» WORK INSTRUCTION
Each line from the one that contains "Locate an element on the screen. This" to the end of the entries must be copied word for word, and only those lines.
====================
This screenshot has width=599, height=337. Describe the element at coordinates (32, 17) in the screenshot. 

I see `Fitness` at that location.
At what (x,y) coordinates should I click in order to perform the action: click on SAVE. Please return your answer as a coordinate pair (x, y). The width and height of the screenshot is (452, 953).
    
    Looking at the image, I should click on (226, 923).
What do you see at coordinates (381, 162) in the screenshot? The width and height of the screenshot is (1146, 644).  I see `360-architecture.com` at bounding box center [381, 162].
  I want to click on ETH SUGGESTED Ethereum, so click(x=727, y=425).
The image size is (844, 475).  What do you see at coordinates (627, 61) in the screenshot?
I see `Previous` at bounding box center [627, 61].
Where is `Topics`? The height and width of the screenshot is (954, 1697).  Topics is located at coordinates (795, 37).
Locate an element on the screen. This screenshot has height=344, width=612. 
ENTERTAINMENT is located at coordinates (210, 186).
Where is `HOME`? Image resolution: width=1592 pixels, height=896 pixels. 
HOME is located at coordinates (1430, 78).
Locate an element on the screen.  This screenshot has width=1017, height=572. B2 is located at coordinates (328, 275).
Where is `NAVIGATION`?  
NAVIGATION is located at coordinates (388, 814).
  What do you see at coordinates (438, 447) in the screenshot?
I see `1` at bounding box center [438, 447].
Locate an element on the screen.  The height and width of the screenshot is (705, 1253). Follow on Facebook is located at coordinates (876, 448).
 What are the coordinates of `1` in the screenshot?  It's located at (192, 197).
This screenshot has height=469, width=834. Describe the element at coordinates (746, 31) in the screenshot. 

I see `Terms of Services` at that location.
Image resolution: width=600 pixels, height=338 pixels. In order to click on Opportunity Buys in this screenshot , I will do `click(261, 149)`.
====================
» SOLUTION
Locate an element on the screen. This screenshot has height=344, width=612. 
ENTERTAINMENT is located at coordinates (210, 186).
Where is `HOME`? Image resolution: width=1592 pixels, height=896 pixels. 
HOME is located at coordinates (1430, 78).
Locate an element on the screen.  This screenshot has width=1017, height=572. B2 is located at coordinates (328, 275).
Where is `NAVIGATION`?  
NAVIGATION is located at coordinates (388, 814).
  What do you see at coordinates (438, 447) in the screenshot?
I see `1` at bounding box center [438, 447].
Locate an element on the screen.  The height and width of the screenshot is (705, 1253). Follow on Facebook is located at coordinates (876, 448).
 What are the coordinates of `1` in the screenshot?  It's located at (192, 197).
This screenshot has height=469, width=834. Describe the element at coordinates (746, 31) in the screenshot. 

I see `Terms of Services` at that location.
Image resolution: width=600 pixels, height=338 pixels. In order to click on Opportunity Buys in this screenshot , I will do `click(261, 149)`.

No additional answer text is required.